Wednesday, April 03, 2019

I can’t let this go unblogged

Ready-to-roll. (Photo by Mike Usenia.)
—The April 2019 entry in my All-Pennsy color calendar is four Pennsy I1 Decapods (2-10-0) readying for the Mt. Carmel ore-train. Two are visible, and two more are behind.
The I1 was Pennsy’s next step up from 2-8-0 Consolidations. The I1 was developed in 1916, and is essentially a Consolidation with an extra driver-set.
Except the I1 was also gigantic for its time. Enginemen called ‘em “Hippos.” Anything so big might be too heavy on other railroads. But Pennsy’s track and bridges could support a “Hippo.”
Hippos rode rough. Its 62-inch drivers we small. You couldn’t do much counterweighting. Plus 10-drivered side-rods were heavy.
You could get 50 mph out of a Dek if you could stand it. Riding one was like sitting in a high-speed pile-driver.
But the Dek was powerful. They were well-suited for the Mt. Carmel ore-train. 100 cars of heavy iron ore from Northumberland to Mt. Carmel: a 2% ruling grade; that’s two feet up for every 100 feet forward.
Two Deks were in front, and two Deks were behind pushing.
The Mt.
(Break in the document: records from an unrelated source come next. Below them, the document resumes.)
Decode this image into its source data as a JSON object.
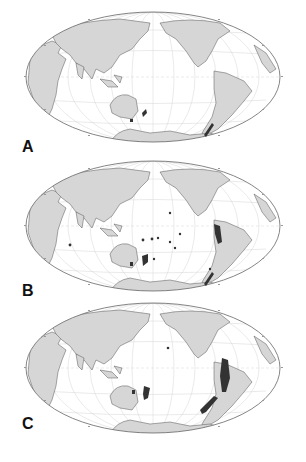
{
  "figure": {
    "projection": "Hammer (Pacific-centered world map)",
    "colors": {
      "land": "#d6d6d6",
      "land_stroke": "#555555",
      "ocean": "#ffffff",
      "graticule": "#cfcfcf",
      "highlight": "#333333",
      "border": "#666666"
    },
    "panels": [
      {
        "label": "A",
        "description": "World map with highlighted regions along southern Chile, New Zealand and Tasmania",
        "highlights": [
          "southern-chile",
          "new-zealand-south",
          "tasmania"
        ]
      },
      {
        "label": "B",
        "description": "World map with highlighted regions along the Andes, southern Chile, New Zealand, Tasmania and scattered Pacific islands",
        "highlights": [
          "andes-north",
          "southern-chile",
          "new-zealand",
          "tasmania",
          "pacific-islands",
          "madagascar-area"
        ]
      },
      {
        "label": "C",
        "description": "World map with extensive highlighted regions along the Andes, southern Chile, New Zealand and Tasmania",
        "highlights": [
          "andes-north-extensive",
          "southern-chile-extensive",
          "new-zealand",
          "tasmania",
          "hawaii"
        ]
      }
    ]
  }
}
Carmel ore-train was a final application of Pennsy’s Decapod. A similar application was the old Northern Central line from Williamsport north to Sodus Point coal-wharf in NY. Especially arduous was the northbound climb out of Watkins Glen to Penn Yan.
If the grade was steep that was great for a Decapod. I have audio recordings of Deks slamming a heavy train upgrade. 598 were built, a large quantity since Decapods weren’t for speedy railroading.
Decapods were draggers: 5-10 mph pulling heavy trains up grades. PA was like that, especially to the west and north. West of PA wasn’t Hippo country.
The calendar floats a questionable caption. It says the ore was turned over to Lehigh Valley to continue to Lake Erie.
I don’t know if that’s right— and they published mistakes before. I always heard the ore was headed for steel-mills in Bethlehem PA.
If their caption is right the ore would run over Lehigh Valley’s Buffalo Extension. To get to Lake Erie, why not all-Pennsy? Lehigh Valley can’t access ore unloaded at Pennsy’s Philadelphia docks. So it travels Pennsy to Northumberland, then over to Mt. Carmel.
There are steel-mills west of Buffalo, but also in Bethlehem. Lehigh Valley’s Buffalo Extension only goes to Buffalo, but ore could be transshipped to those mills.
But I’m more inclined to think the caption is wrong. Bethlehem via Lehigh Valley is more like it.